Over one-third of amphibians are listed by the International Union for Conservation of Nature as threatened, endangered, or critically endangered. Habitat destruction, disease, pollution, and now climate change contribute to their decline. But despite such rapid changes to their environments, the hardy wood frogs will likely not join the list, say experts. 

Image credit: Placeuvm, CC BY-NC-SA 2.0, via Flickr.

“I like to call them frozen hockey pucks. They’re resilient little critters,” said Davenport, who explained that the way wood frogs respond to climate change can serve as a baseline of comparison for other more sensitive species. “If you have a common species, and if it's struggling to keep up with environmental change, that’s a red flag for species that are more sensitive,” he said. 

As scientists continue to study the ways that regional impacts of climate change affect species differently across their geographical ranges, Arietta anticipates seeing less of a “gloom and doom” attitude in the conservation world. While wood frogs may be able to adapt to warming temperatures and drying ponds fast enough in some parts of their ranges, they may not in others.

“We’re moving towards a more nuanced picture,” said Arietta. “Some species are going to get hit harder than others, but we’re not going to lose everything.” 
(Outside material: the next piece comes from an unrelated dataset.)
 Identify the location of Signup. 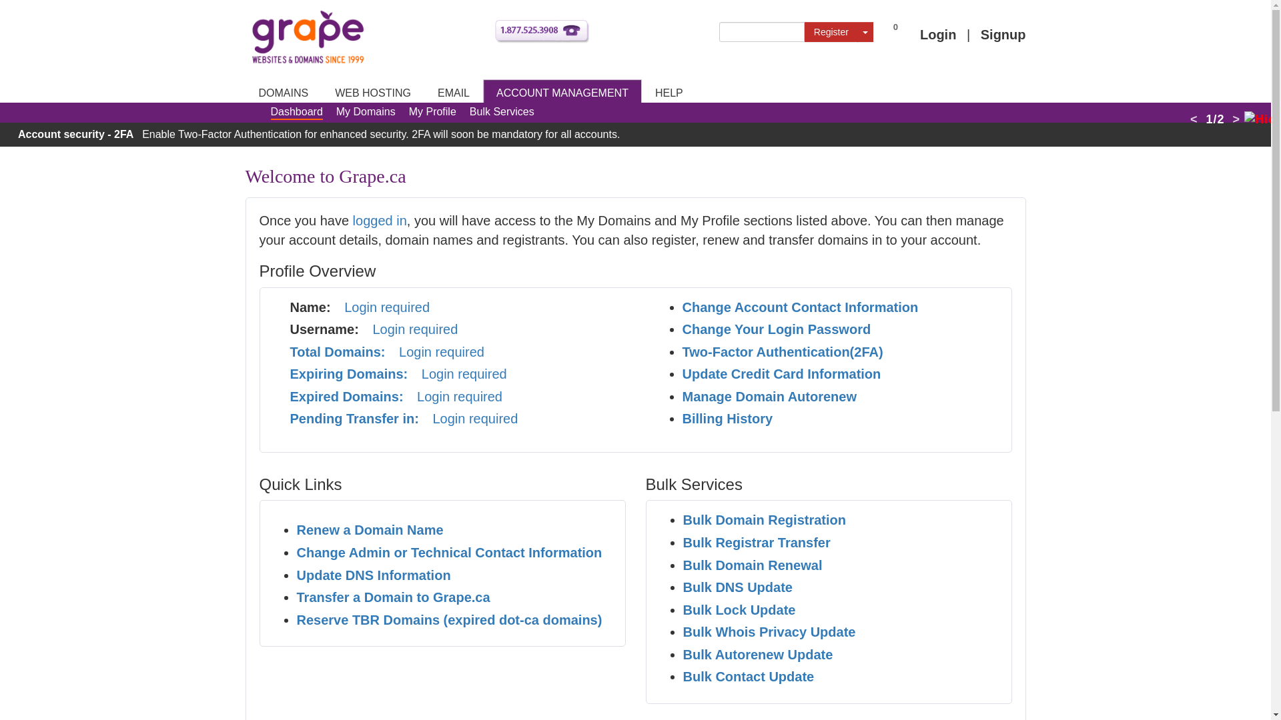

Next year, just as the pond ice is beginning to melt, a chorus of duck-like clucks will be the first spring calls heard in Yale-Myers Forest. Arietta will be there, watching as the dutiful wood frogs show up in the cold to create a future generation that will follow them.


Megan Reich

Megan Reich is a Minneapolis-based science communicator interested in strengthening relationships among humans, non-humans, and places. Her current work focuses on climate change, ecology, water resources, and community-empowered change. Megan received a Bachelor of Science in biology from University of Puget Sound and recently completed a Master of Arts in science writing from Johns Hopkins University.